We already tried a cleaner way to do the same thing, which also handles deactivation on uninstall - just filter the value of the option rather than modifying it in the database. However there are two major issues with this approach - it causes an error on the plugins list since a non-existent plugin is marked as “active”, or if WooCommerce is actually still present but deactivated, then it will be re-activated by this code. See: Add the woocommerce/woocommerce.php to active_plugins options by bahiirwa · Pull Request #133 · ClassicPress/classic-commerce · GitHub
Due to the complexity of this issue, and what needs to be done in order to solve it automatically (disable WooCommerce if it still exists on the site, and replace it with something else), I’m not sure if this is a good idea. Not all users will need to install this compatibility plugin, so I think you might want to consider making it optional.
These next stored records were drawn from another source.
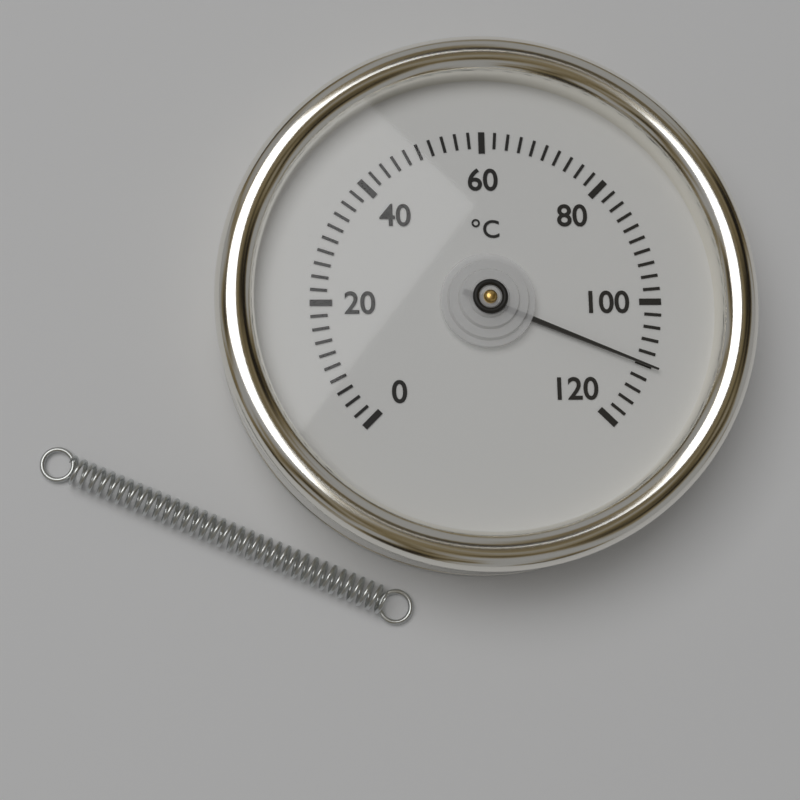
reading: 110 °C
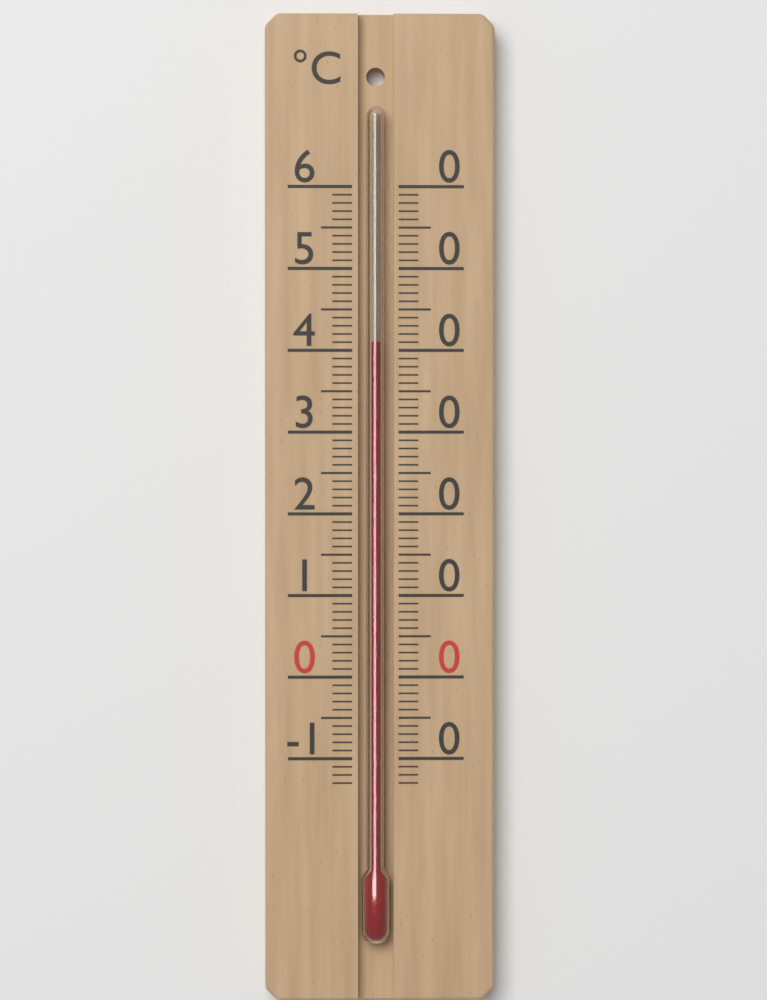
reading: 41 °C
If you really want to avoid an extra, small plugin, it might also be possible to work around this issue using a filter/hook that returns different results depending on where it is called from - but this is not really a type of code that I would call “production-ready”.
I’m also open to other fixes that involve adding new filters to ClassicPress, but any such solution would have the drawback that the plugin requires a minimum version of ClassicPress (and not WordPress) in order to work properly.
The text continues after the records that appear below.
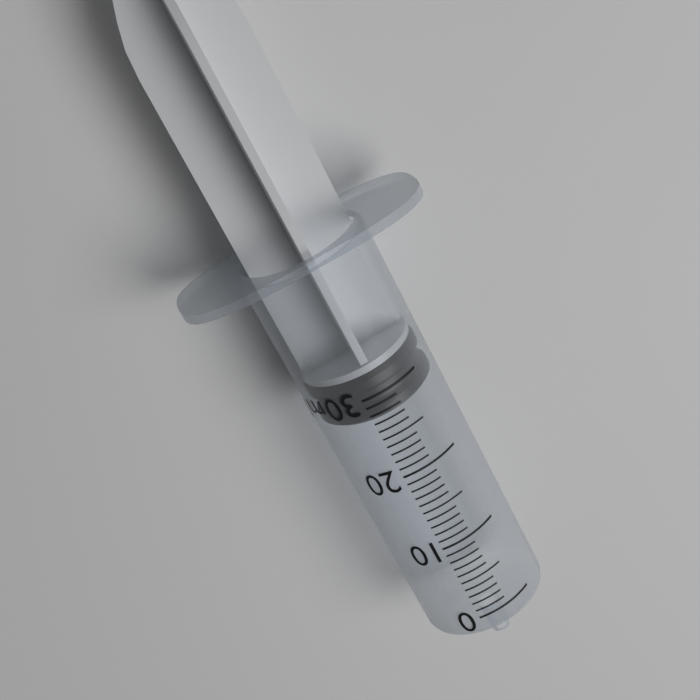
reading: 27 ml
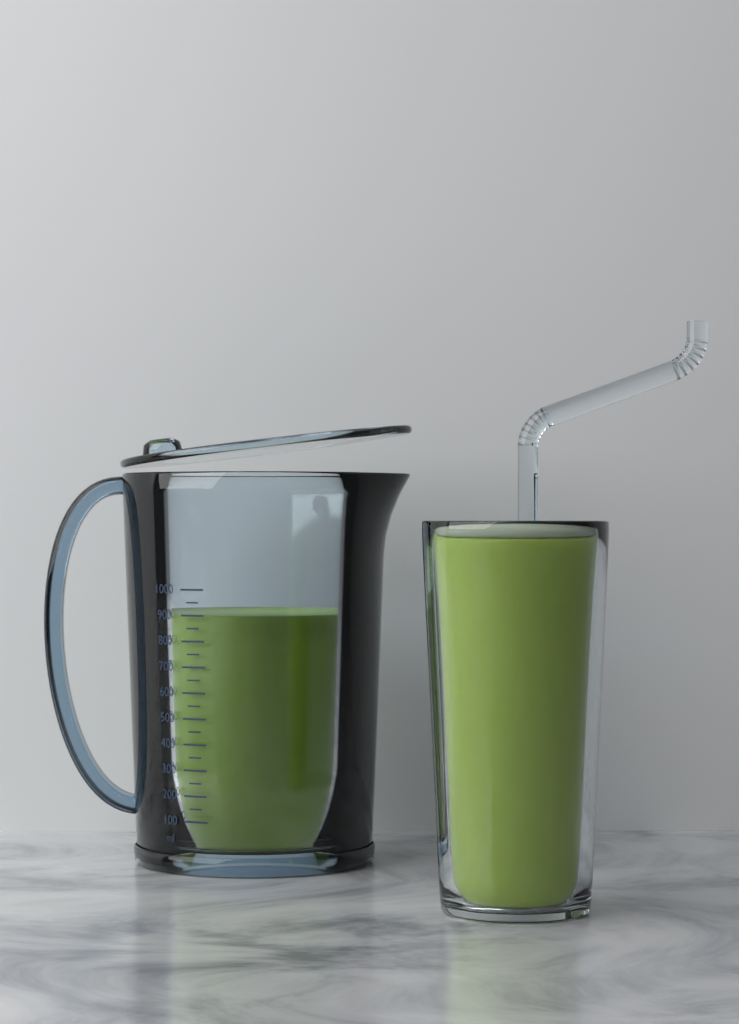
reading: 900 ml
How many of these are there really? In any case, the best long-term fix is to get extension authors to update their code for full compatibility.
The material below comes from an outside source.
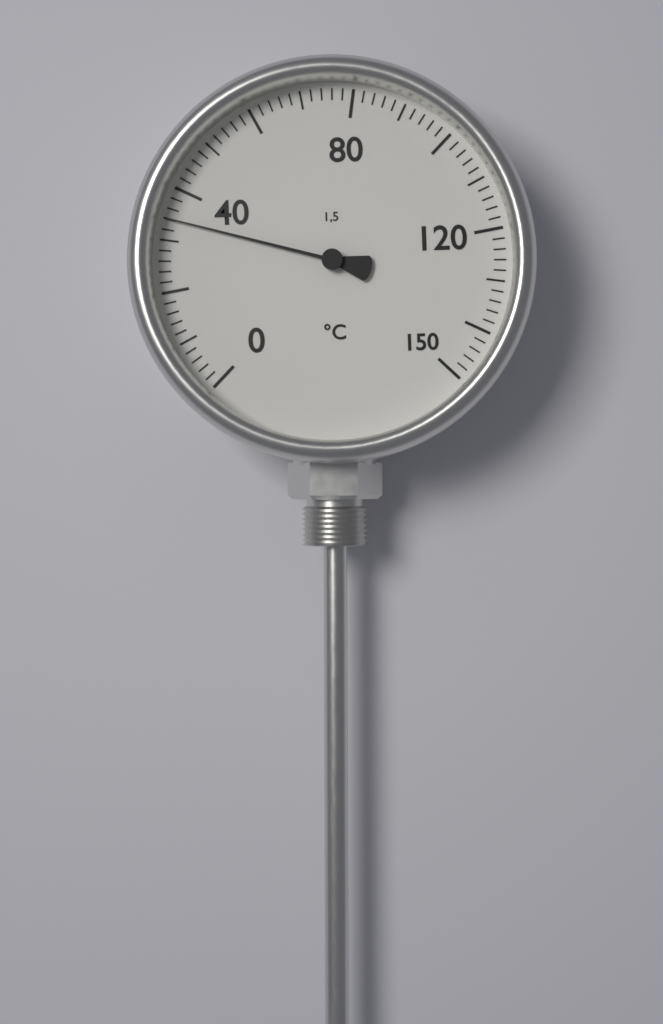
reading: 34 °C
Oh I see, sorry. That’s an unknown, but there are plugins like EDD, WP RSS Aggregator, etc, that have large numbers of extensions and may need to be forked in the future.
I think and think.
There’s a fix for this. Not in code.
You fork WooCommerce. People need extensions. Ok. There is room here for a dev company to just supply the forked extensions modified accordingly on a paid basis.
This will be structured in time, and it’s the only clean solution.
For now we can think of boundling the most used wc extensions in one big package together with the compatibility plugin. Telling users there is some dev preparing the cc versions.
They can use the free wc boundle, or buy the cc boundle that may come with enanchements of all sorts.
I know I am crazy. But I am an user…
That’s a fair point. The aim to let CC “handle the rest” is still sound even if that means it doesn’t install the plugin. But at the same time, I’m acutely aware of the many rabbit holes this could lead us down.